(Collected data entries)
# # # #

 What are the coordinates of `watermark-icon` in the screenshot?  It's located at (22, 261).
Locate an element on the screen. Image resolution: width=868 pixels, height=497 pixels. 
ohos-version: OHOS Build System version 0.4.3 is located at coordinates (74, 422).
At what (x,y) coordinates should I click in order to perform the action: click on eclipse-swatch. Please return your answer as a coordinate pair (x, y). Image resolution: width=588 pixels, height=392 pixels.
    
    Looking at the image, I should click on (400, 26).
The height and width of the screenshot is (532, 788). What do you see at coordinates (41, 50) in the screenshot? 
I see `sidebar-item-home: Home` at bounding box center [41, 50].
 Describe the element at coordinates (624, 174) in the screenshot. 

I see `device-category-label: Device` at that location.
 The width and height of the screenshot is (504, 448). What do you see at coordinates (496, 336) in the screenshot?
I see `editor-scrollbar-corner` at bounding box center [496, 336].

# # # #

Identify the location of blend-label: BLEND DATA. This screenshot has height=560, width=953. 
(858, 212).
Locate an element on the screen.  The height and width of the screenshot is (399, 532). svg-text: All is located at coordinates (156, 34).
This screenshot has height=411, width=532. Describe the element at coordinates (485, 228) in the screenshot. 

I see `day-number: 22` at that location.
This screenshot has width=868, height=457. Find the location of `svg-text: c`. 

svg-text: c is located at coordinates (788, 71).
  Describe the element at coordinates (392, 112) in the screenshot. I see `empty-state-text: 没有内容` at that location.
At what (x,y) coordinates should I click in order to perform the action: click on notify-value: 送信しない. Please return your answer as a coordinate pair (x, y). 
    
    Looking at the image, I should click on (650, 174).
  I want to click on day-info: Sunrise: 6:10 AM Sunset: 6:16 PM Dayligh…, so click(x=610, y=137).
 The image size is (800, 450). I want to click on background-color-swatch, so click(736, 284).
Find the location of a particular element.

# # # #

| Task to complete |
Lines to set down from above: the line with "This screenshot has width=868, height=457.", the line with "Find the location of a particular element.", and every line between, each exactly as written.

| Completed exercise |
This screenshot has width=868, height=457. Find the location of `svg-text: c`. 

svg-text: c is located at coordinates (788, 71).
  Describe the element at coordinates (392, 112) in the screenshot. I see `empty-state-text: 没有内容` at that location.
At what (x,y) coordinates should I click in order to perform the action: click on notify-value: 送信しない. Please return your answer as a coordinate pair (x, y). 
    
    Looking at the image, I should click on (650, 174).
  I want to click on day-info: Sunrise: 6:10 AM Sunset: 6:16 PM Dayligh…, so click(x=610, y=137).
 The image size is (800, 450). I want to click on background-color-swatch, so click(736, 284).
Find the location of a particular element.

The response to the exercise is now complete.